A randomized, controlled comparison of home versus institutional rehabilitation of patients with hip fracture
- PMID: 12194626
- DOI: 10.1191/0269215502cr525oa
A randomized, controlled comparison of home versus institutional rehabilitation of patients with hip fracture
Abstract
Objective: To compare ambulation outcomes between home and institutional rehabilitation of patients with hip fracture.
Design: Randomized controlled clinical equivalence trial.
Setting: The Queen Elizabeth Hospital in Hong Kong.
Subjects: Eighty-one patients with hip fracture.

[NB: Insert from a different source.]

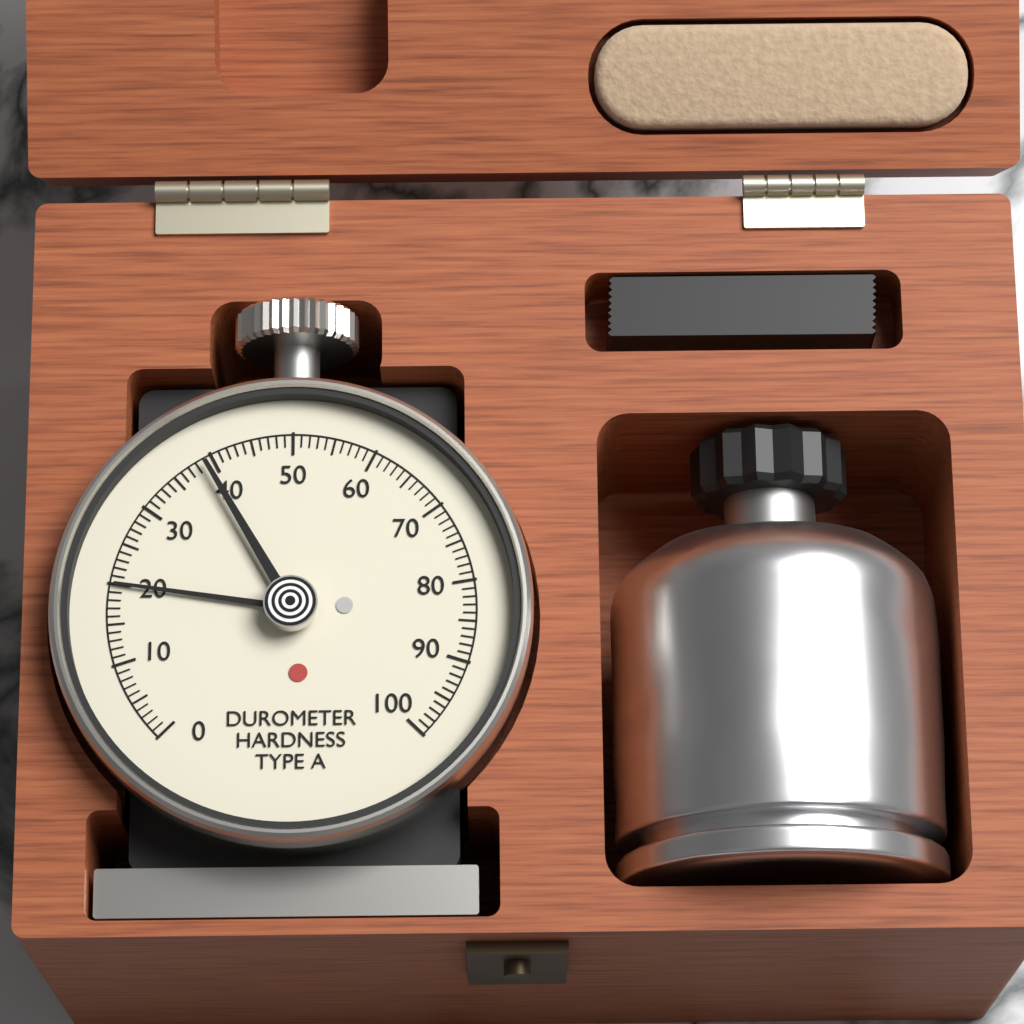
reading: 20 Shore A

Intervention: Study group patients (40) were discharged directly home from the acute hospital and visited by a physiotherapist an average of 4.6 times. The control group subjects (41) were discharged to a rehabilitation centre for further treatment lasting on average 36.2 days (SD 14.6) and they received physiotherapy daily.
Main outcome measures: Ambulation ability measured on a categorical scale.
Results: The mean age of the subjects was 75 years (SD 8.3 years). Females comprised 60% of all the subjects and majority were retired or home makers. Both groups of patients improved in their ambulation ability during their rehabilitation period but neither group achieved their pre-ambulatory status by the time of completion of the study. The study group achieved significantly higher ambulation scores (p < 0.05) for community and household ambulation compared with the control group by the end of the study, a year after operation.
Conclusion: Five visits by a physiotherapist in the patient's home after discharge from an acute hospital after surgical treatment for hip fracture yielded better results in ambulation ability than one month of conventional institution-based rehabilitation.